I accidentally started a bash script with $!
instead of #!
and got some very weird behavior. I'm trying to figure out what happened.
If you try this script:
$!/bin/bash
echo Hello world!
you will get the following behavior:
$ chmod +x hello
$ ./hello
[nothing happens, get prompt back]
$ exit
exit
Hello world!
$
So it looks like this happened:
What's up? How is anything at all happening? Without #!
, how does the shell know to use bash
to interpret the script?
Obviously this is a "satisfy my curiosity" rather than "solve my problem" question.
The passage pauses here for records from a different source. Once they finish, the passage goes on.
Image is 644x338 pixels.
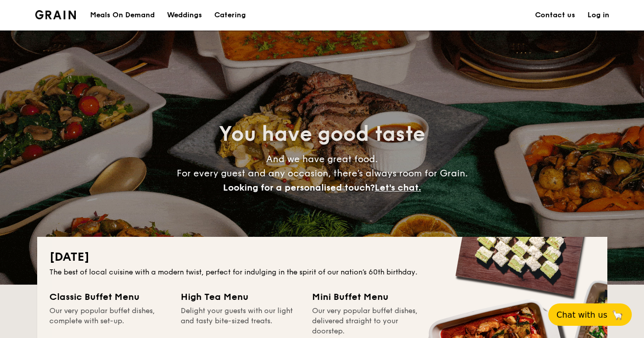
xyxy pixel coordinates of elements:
[219,122,425,146] span: You have good taste
[611,309,623,321] span: 🦙
[35,10,76,20] a: Logotype
[375,182,421,193] span: Let's chat.
[35,10,76,20] img: Grain
[49,306,169,337] div: Our very popular buffet dishes, complete with set-up.
[49,290,169,304] div: Classic Buffet Menu
[312,290,431,304] div: Mini Buffet Menu
[312,306,431,337] div: Our very popular buffet dishes, delivered straight to your doorstep.
[177,154,468,193] span: And we have great food. For every guest and any occasion, there’s always room for Grain.
[556,310,607,320] span: Chat with us
[223,182,375,193] span: Looking for a personalised touch?
[49,249,595,265] h2: [DATE]
[548,304,631,326] button: Chat with us🦙
[181,290,300,304] div: High Tea Menu
[181,306,300,337] div: Delight your guests with our light and tasty bite-sized treats.
[49,268,595,278] div: The best of local cuisine with a modern twist, perfect for indulging in the spirit of our nation’...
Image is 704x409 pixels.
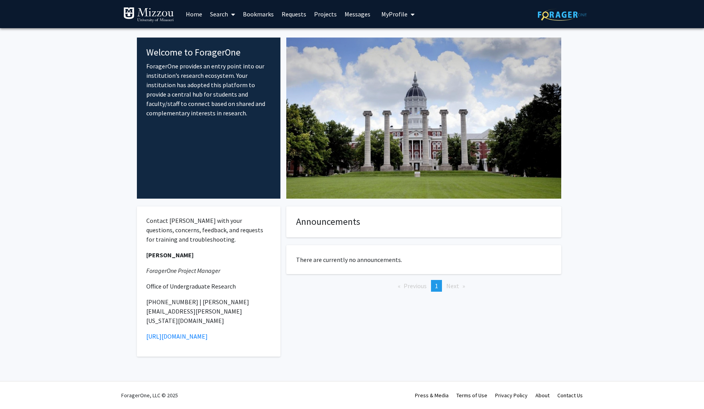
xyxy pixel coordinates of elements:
a: Privacy Policy [495,392,528,399]
a: Projects [310,0,341,28]
h4: Announcements [296,216,551,228]
strong: [PERSON_NAME] [146,251,194,259]
span: My Profile [381,10,407,18]
p: [PHONE_NUMBER] | [PERSON_NAME][EMAIL_ADDRESS][PERSON_NAME][US_STATE][DOMAIN_NAME] [146,297,271,325]
h4: Welcome to ForagerOne [146,47,271,58]
em: ForagerOne Project Manager [146,267,220,275]
p: ForagerOne provides an entry point into our institution’s research ecosystem. Your institution ha... [146,61,271,118]
span: Next [446,282,459,290]
a: Bookmarks [239,0,278,28]
p: Contact [PERSON_NAME] with your questions, concerns, feedback, and requests for training and trou... [146,216,271,244]
img: University of Missouri Logo [123,7,174,23]
a: Messages [341,0,374,28]
span: 1 [435,282,438,290]
a: Contact Us [557,392,583,399]
a: Home [182,0,206,28]
iframe: Chat [6,374,33,403]
a: About [535,392,549,399]
span: Previous [404,282,427,290]
a: Terms of Use [456,392,487,399]
p: Office of Undergraduate Research [146,282,271,291]
a: Search [206,0,239,28]
img: ForagerOne Logo [538,9,587,21]
a: [URL][DOMAIN_NAME] [146,332,208,340]
div: ForagerOne, LLC © 2025 [121,382,178,409]
a: Press & Media [415,392,449,399]
p: There are currently no announcements. [296,255,551,264]
a: Requests [278,0,310,28]
ul: Pagination [286,280,561,292]
img: Cover Image [286,38,561,199]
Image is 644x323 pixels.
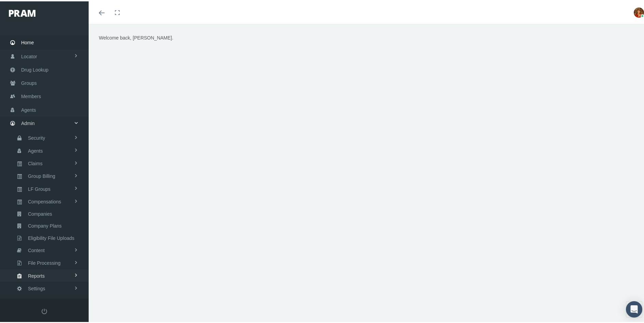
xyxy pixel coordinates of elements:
span: File Processing [28,256,61,267]
span: Groups [21,75,37,88]
span: Members [21,89,41,101]
span: Home [21,35,34,48]
span: Admin [21,116,35,129]
span: PHI Disclosures [28,294,62,305]
span: Compensations [28,194,61,206]
span: Security [28,131,45,142]
span: Eligibility File Uploads [28,231,74,242]
span: Companies [28,207,52,218]
div: Open Intercom Messenger [626,300,642,316]
span: Welcome back, [PERSON_NAME]. [99,34,173,39]
span: Settings [28,282,45,293]
span: Drug Lookup [21,62,49,75]
span: Agents [21,102,36,115]
span: Company Plans [28,219,62,230]
span: Claims [28,157,43,168]
img: S_Profile_Picture_5386.jpg [634,6,644,16]
img: PRAM_20_x_78.png [9,8,36,15]
span: Content [28,243,45,255]
span: LF Groups [28,182,50,194]
span: Group Billing [28,169,55,181]
span: Agents [28,144,43,155]
span: Reports [28,269,45,280]
span: Locator [21,49,37,62]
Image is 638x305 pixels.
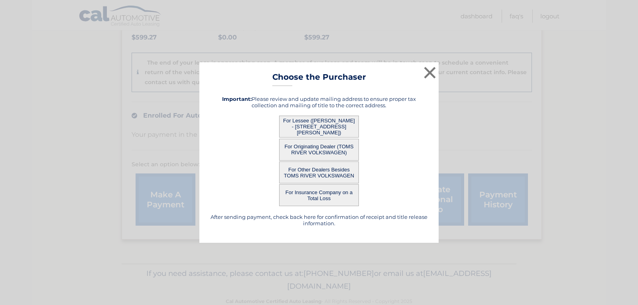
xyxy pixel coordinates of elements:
[422,65,438,81] button: ×
[279,116,359,138] button: For Lessee ([PERSON_NAME] - [STREET_ADDRESS][PERSON_NAME])
[209,96,429,108] h5: Please review and update mailing address to ensure proper tax collection and mailing of title to ...
[279,184,359,206] button: For Insurance Company on a Total Loss
[209,214,429,227] h5: After sending payment, check back here for confirmation of receipt and title release information.
[279,139,359,161] button: For Originating Dealer (TOMS RIVER VOLKSWAGEN)
[272,72,366,86] h3: Choose the Purchaser
[222,96,252,102] strong: Important:
[279,162,359,183] button: For Other Dealers Besides TOMS RIVER VOLKSWAGEN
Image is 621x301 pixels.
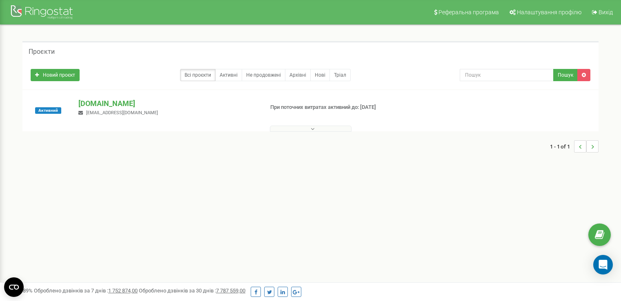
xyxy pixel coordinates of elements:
input: Пошук [460,69,554,81]
span: Реферальна програма [439,9,499,16]
u: 1 752 874,00 [108,288,138,294]
span: Оброблено дзвінків за 7 днів : [34,288,138,294]
h5: Проєкти [29,48,55,56]
a: Активні [215,69,242,81]
a: Нові [310,69,330,81]
nav: ... [550,132,599,161]
span: [EMAIL_ADDRESS][DOMAIN_NAME] [86,110,158,116]
a: Всі проєкти [180,69,216,81]
p: [DOMAIN_NAME] [78,98,257,109]
span: 1 - 1 of 1 [550,141,574,153]
button: Пошук [554,69,578,81]
button: Open CMP widget [4,278,24,297]
span: Вихід [599,9,613,16]
span: Налаштування профілю [517,9,582,16]
span: Оброблено дзвінків за 30 днів : [139,288,246,294]
a: Архівні [285,69,311,81]
a: Новий проєкт [31,69,80,81]
a: Не продовжені [242,69,286,81]
u: 7 787 559,00 [216,288,246,294]
p: При поточних витратах активний до: [DATE] [270,104,401,112]
span: Активний [35,107,61,114]
a: Тріал [330,69,351,81]
div: Open Intercom Messenger [594,255,613,275]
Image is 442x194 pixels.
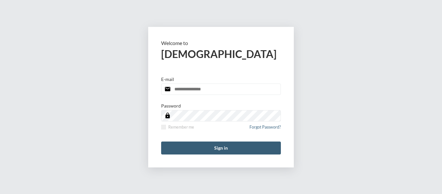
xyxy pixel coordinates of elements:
[161,125,194,129] label: Remember me
[249,125,281,133] a: Forgot Password?
[161,103,181,108] p: Password
[161,40,281,46] p: Welcome to
[161,48,281,60] h2: [DEMOGRAPHIC_DATA]
[161,141,281,154] button: Sign in
[161,76,174,82] p: E-mail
Googling does not yield much, probably because #!
and $!
in queries don't make the Google-bot happy.
$something is a parameter ("variable") expansion, but $!
in particular returns a value that isn't set in your script, so it expands as a zero length string.
Therefore your script is, you are correct, the equivalent of:
/bin/bash
echo Hello world!
The shebang magic number is an old feature of Unix, but the shell is even older. A text file with the execute bit set that the kernel cannot exec (because it's not actually compiled) is executed by a subshell. That is, the shell deliberately runs another shell and passes the pathname as the parameter. This is how commands written as shell scripts were executed before shebang was invented, and it's still there in the code.
dollar-bang gets the PID of the last backgrounded process.